13 thoughts on “Dambuster of the Day No. 59: Sydney Hobday

  1. TERRYBigted@aol.com December 31, 2013 / 3:13 pm

    can you tell me of a Internet site so i can down pictures of the dams so i can build my model diorama

  2. Colin Booth July 20, 2014 / 10:09 pm

    I had the pleasure of meeting Harold Hobday a few years before he died and feel privileged to have spoken to and shared a laugh or two with a very modest gentleman. He spoke of the raid as a routine operation, which was testament to thier training. He navigated AJ-N to the Eder Dam and back home with no error.
    He was much more interested in talking about his escape through France and Spain after his Lanc crashed over Holland and that he was the last member of the crew to see Les Knight as he kept the aircraft steady for him to bail out. His journey took several months and all that time his wife thought the worst.
    I met a hero from famous story and a very real man.

    • Janet Richards December 29, 2014 / 5:45 pm

      I remember Sidney Hobday from before the war and I well remember him showing us the piece of silk from his parachute when he landed in a tree and the tales of his epic journey back to UK. What a hero! He was so modest about it.

  3. Janet Richards December 29, 2014 / 5:49 pm

    I remember Sidney well. He was a friend of my parents and we had holidayed with him and his wife Ethel. I remember him coming home and rhe excitement.

  4. john sydney hobday February 18, 2015 / 8:43 pm

    Very nice to hear so many people have good memories of my father you all probably know more then me as my father never really told us much about the raids. If the Dambusters were ever mentioned he would tell me it was his job and I believe thats how he dealt with the war. He was a good man and I’m proud to be his son.

    • Peter Hobday May 18, 2015 / 10:50 am

      Good to see the comments about your father on the Dambuster blog. As a distant relation I have always been interested in his wartime experiences.
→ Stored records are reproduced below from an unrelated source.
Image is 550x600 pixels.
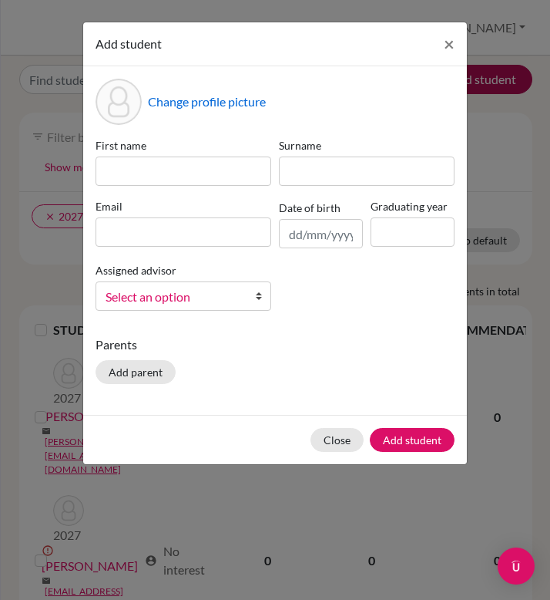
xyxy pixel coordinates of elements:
button: Add parent [96,360,176,384]
div: Profile picture [96,79,142,125]
label: Graduating year [371,198,455,214]
button: Close [432,22,467,66]
input: dd/mm/yyyy [279,219,363,248]
label: First name [96,137,271,153]
label: Email [96,198,271,214]
span: × [444,32,455,55]
span: Add student [96,36,162,51]
p: Parents [96,335,455,354]
label: Assigned advisor [96,262,176,278]
label: Date of birth [279,200,341,216]
span: Select an option [106,287,241,307]
label: Surname [279,137,455,153]
button: Close [311,428,364,452]
button: Add student [370,428,455,452]
div: Open Intercom Messenger [498,547,535,584]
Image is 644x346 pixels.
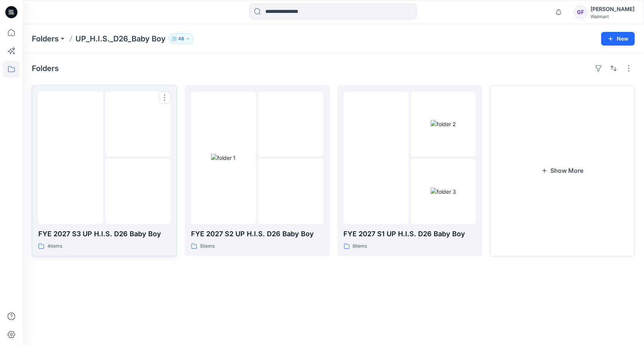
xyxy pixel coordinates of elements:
[591,4,635,13] div: [PERSON_NAME]
[191,229,323,239] p: FYE 2027 S2 UP H.I.S. D26 Baby Boy
[32,33,59,44] a: Folders
[591,13,635,19] div: Walmart
[338,85,483,256] a: folder 1folder 2folder 3FYE 2027 S1 UP H.I.S. D26 Baby Boy6items
[169,33,194,44] button: 48
[574,5,587,19] div: GF
[47,242,62,250] p: 4 items
[38,229,171,239] p: FYE 2027 S3 UP H.I.S. D26 Baby Boy
[178,34,184,43] p: 48
[601,32,635,46] button: New
[278,187,303,195] img: folder 3
[490,85,635,256] button: Show More
[75,33,166,44] p: UP_H.I.S._D26_Baby Boy
[430,120,456,128] img: folder 2
[344,229,476,239] p: FYE 2027 S1 UP H.I.S. D26 Baby Boy
[211,154,235,162] img: folder 1
[185,85,330,256] a: folder 1folder 2folder 3FYE 2027 S2 UP H.I.S. D26 Baby Boy5items
[353,242,367,250] p: 6 items
[430,187,456,195] img: folder 3
[32,85,177,256] a: folder 1folder 2folder 3FYE 2027 S3 UP H.I.S. D26 Baby Boy4items
[32,64,59,73] h4: Folders
[200,242,215,250] p: 5 items
[278,120,303,128] img: folder 2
Do you have any more details of his wartime operations with No.50 Sqdn. prior to the dambusters raid ?

    • Philip Johnson May 5, 2017 / 2:03 am

      My sentiments exactly! ‘Hobby’ and my father were proud of their efforts and good friends throughout and thereafter. Only in recent years have I begun to piece together the mass of wartime information left to me and inherited in trust for my family.

    • Richar Woolderink March 14, 2019 / 11:08 am

      Hello John. My name is Richard Woolderink, writer of the book Raalte during wartime 40-45. Your father is included in the book with the story that he got help in Raalte and pretended to be deaf and dumb. The first print was publishedd in the en of 1986 and the second eraly 2003. My e-mail is wolde313@planet.nl… Would like to get in touch.

    • rimasi March 14, 2019 / 11:13 am

      Hello John. My name is Richard Woolderink, writer of the book Raalte in oorlogstijd 40-45. First print published 1986, second in 2003. In the book I wrote a little about your father because I had a copy of a report that he passed from Hellenddoorn to Raalte and got here a train ticket to Baarn. Next year 2020 we celebrate 75 years of liberation / freedom. And from many media requests come in for stories and photographs. I would very much like to find traces in Raalte to find out who helped your father over here. The book in Dutch I can sent you as pdf-file. My mail is wole313@planet.nl I hope to get in touch. Thank you for tasking your time to reply to me.

    • Chris Burrage December 11, 2022 / 3:06 pm

      Hi John,
      I feel I should remember you but maybe not at that age. Your mum and dad were my godparents. My mum and dad , Jack and Kit Burrage were good friends of theirs, and although I do not remember a lot from that time I have always known that my godfather was a dam buster and given me a special interest in their heroics. It’s good to see there is still a great deal of interest in those men.